FILE – The Supreme Court is photographed on June 30, 2024, in Washington.




Chief U.S. District Court Judge Philip A. Brimmer noted that Rocky Mountain Gun Owners had not established its own standing to challenge SB 169, but that two individual plaintiffs had raised viable claims. He agreed that the Second Amendment covers 18 to 20 year olds and that it protects the right of individual plaintiffs to obtain firearms for self-defense. Therefore, Colorado had to justify SB 169 through historical tradition.

Colorado “fails to demonstrate any evidence, at the founding era, that a total ban on the sale of firearms to minors was consistent with the right to bear arms,” Brimmer concluded. in an August 2023 order.

On appeal to the 10th Circuit, many outside organizations have weighed in, ranging from gun safety groups and Democratic-led states to the Firearms Policy Coalition, which seeks to repeal gun regulations.

During oral arguments in May, the parties spent much of their time debating whether young people aged 18 to 20, at the time of the Founding, would have been covered by the right to keep and bear arms.

“If we say it’s ‘everyone,’ then we have the problem of children of all ages being dragged toward Second Amendment rights,” said Solicitor General Shannon Stevenson. “And I don’t think anyone is seriously advocating that 5- or 10-year-olds were ever understood at the time of the Founding, or ever, to have the right to keep and bear arms.”







032323-news-EastHSshooting 3.jpg

FILE PHOTO: Police cars line East 16th Avenue after a shooting at Denver East High School Wednesday, March 22, 2023, in Denver, Colo. (Timothy Hurst/The Gazette)




Not covered by the text

The panel’s decision indicated several areas where it had difficulty with the Supreme Court’s guidelines for evaluating Second Amendment challenges.
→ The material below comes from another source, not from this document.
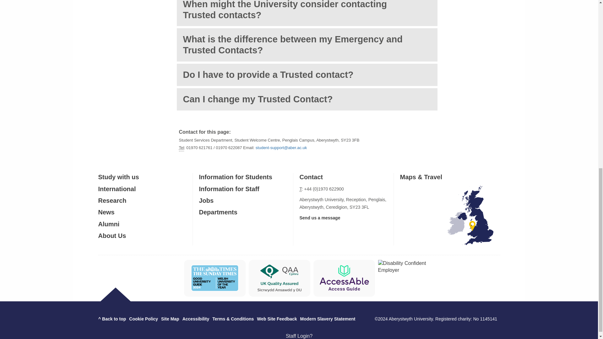 The width and height of the screenshot is (603, 339). Describe the element at coordinates (276, 319) in the screenshot. I see `Send us feedback on this web site.` at that location.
Nonetheless, he agrees that 18- to 20-year-olds should not be excluded from constitutional protection even if they were not considered part of “the political community” in the 18th century.
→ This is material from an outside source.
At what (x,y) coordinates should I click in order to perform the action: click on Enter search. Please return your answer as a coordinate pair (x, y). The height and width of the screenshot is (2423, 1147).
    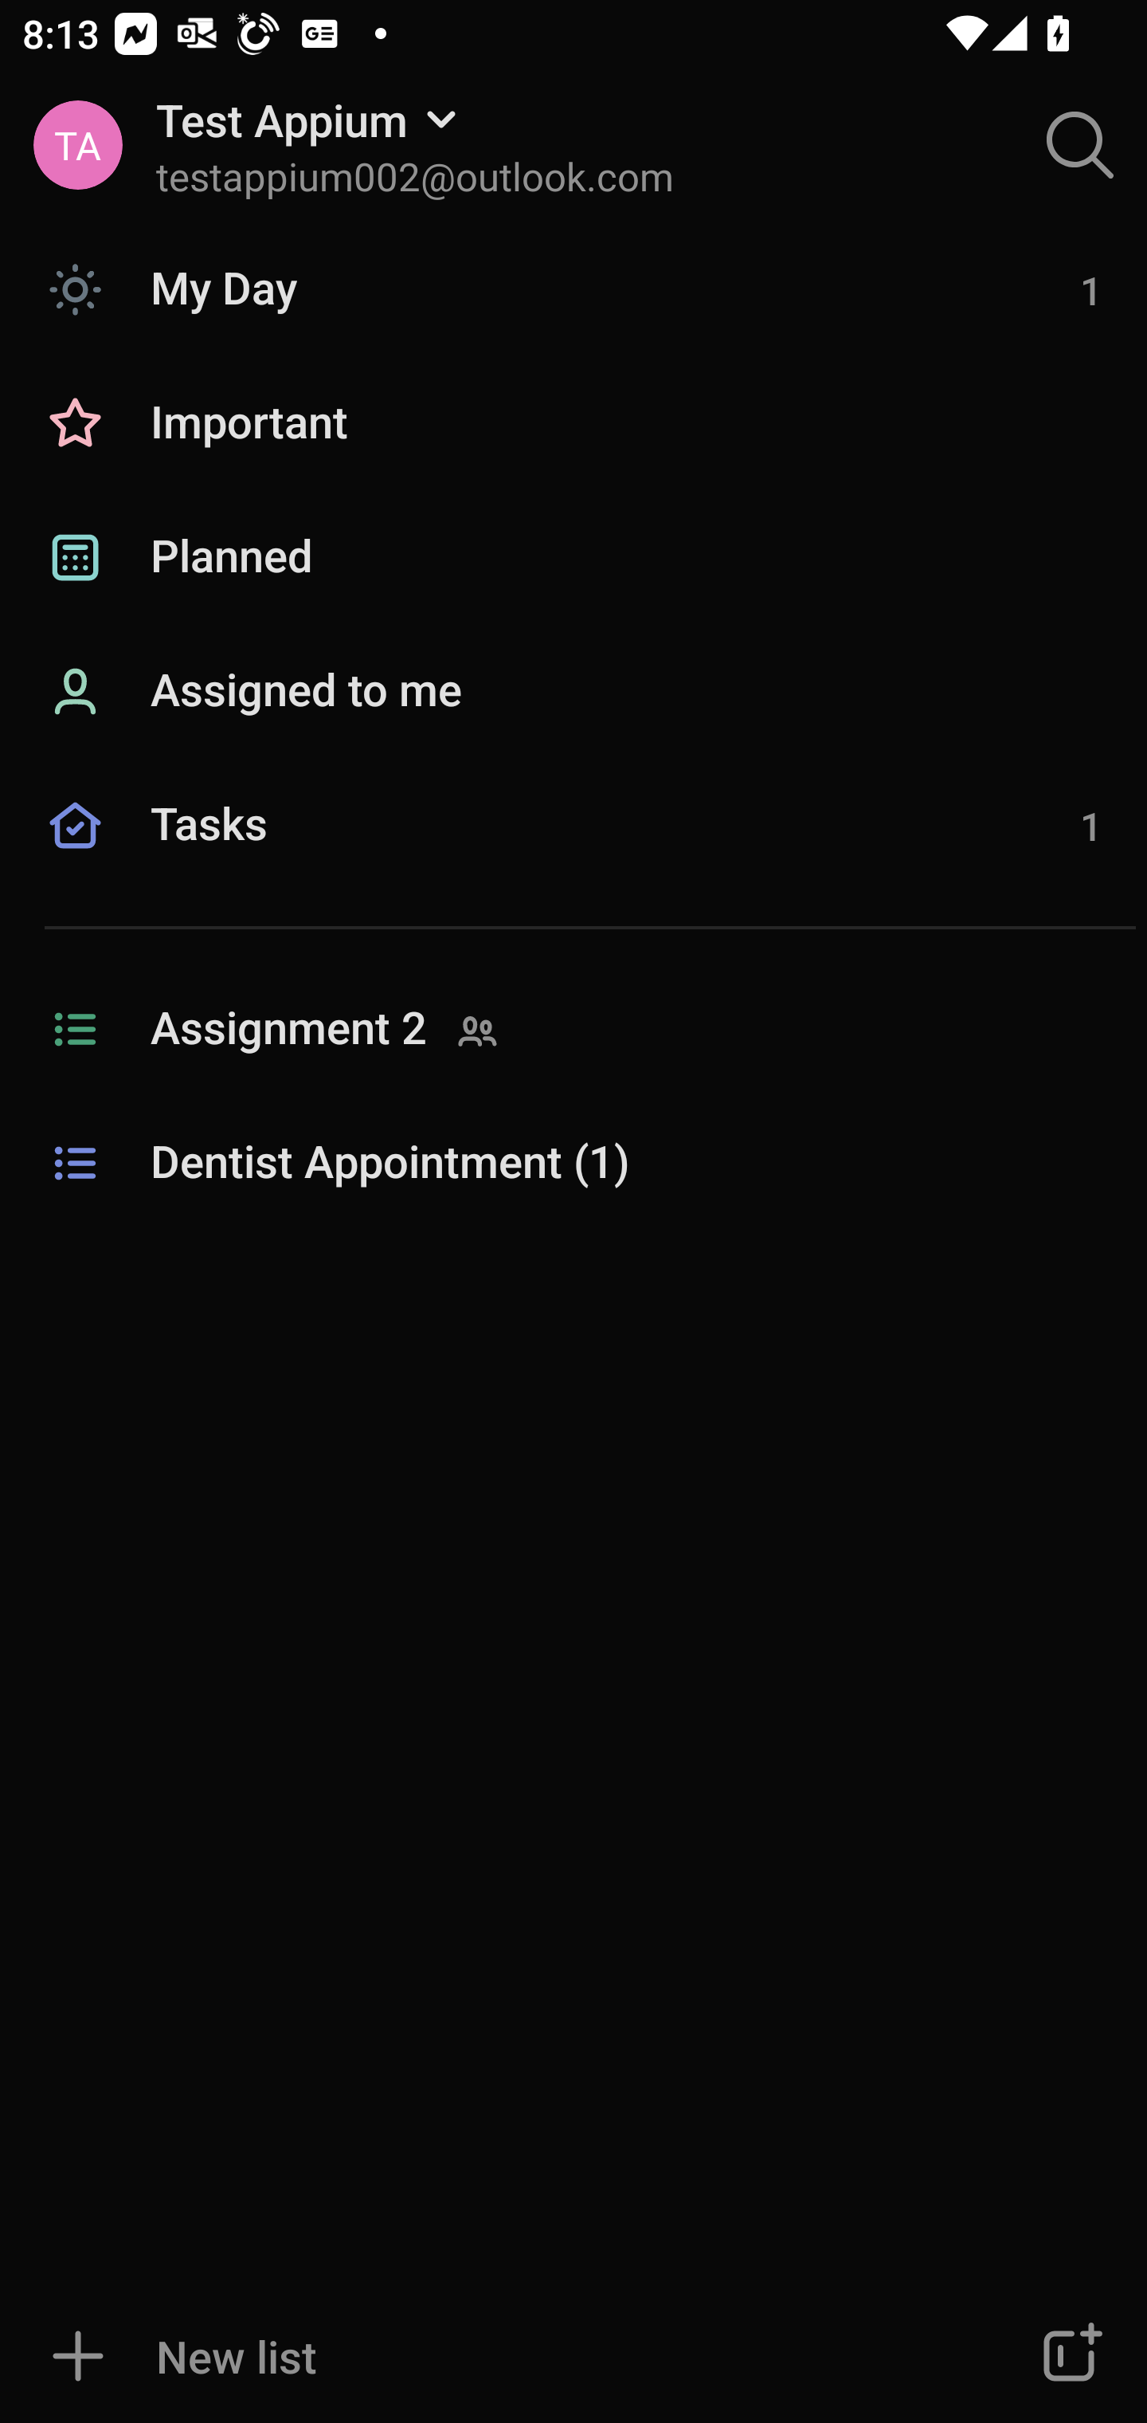
    Looking at the image, I should click on (1081, 145).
But the majority of the panel held that the age limit for gun purchases did not implicate the plaintiffs’ Second Amendment rights, for a different reason.

The Supreme Court, in its historic 2008 decision District of Columbia v. Hellerfound that the Second Amendment protects the individual right to keep and bear arms. The late Justice Antonin Scalia, however, clarified that “nothing, in our view, should be taken to cast doubt” on long-standing gun restrictions, which included “conditions and qualifications relating to the commercial sale of firearms.” ‘weapons’.

“We agree and believe that laws imposing conditions and qualifications on the sale and purchase of weapons do not implicate the plain text of the Second Amendment,” wrote Federico, nominated by President Joe Biden, for himself and Senior Judge Michael R. Murphy, a Bill Clinton appointee. Therefore, they did not undertake a comprehensive historical analysis of the Founding Era regulations.







Richard FR Federico

In this screenshot from C-SPAN, Richard EN Federico testifies during his confirmation hearing before the United States Court of Appeals for the 10th Circuit on September 6, 2023.


McHugh, appointed by Barack Obama, believed that commercial arms sales were closely linked to the right to keep and bear arms. Therefore, she would have looked to history and tradition – although she thought it was acceptable to compare similar regulations back to the 20th century, based on the Supreme Court’s guidelines.

Looking at history, McHugh believed Colorado law was still constitutionally sound.

“Prior to 1900, at least twenty jurisdictions prohibited the sale of handguns and other deadly weapons to minors under the age of twenty-one,” she writes. “Moreover, eighteen of these laws went further than the Colorado law in prohibiting all acquisitions, not just purchases.”

A spokesperson for Gov. Jared Polis, who was the named defendant in the lawsuit, said the governor was happy to see “common-sense gun safety legislation” upheld by the 10th Circuit.

The case is Rocky Mountain Gun Owners et al. c.Polis.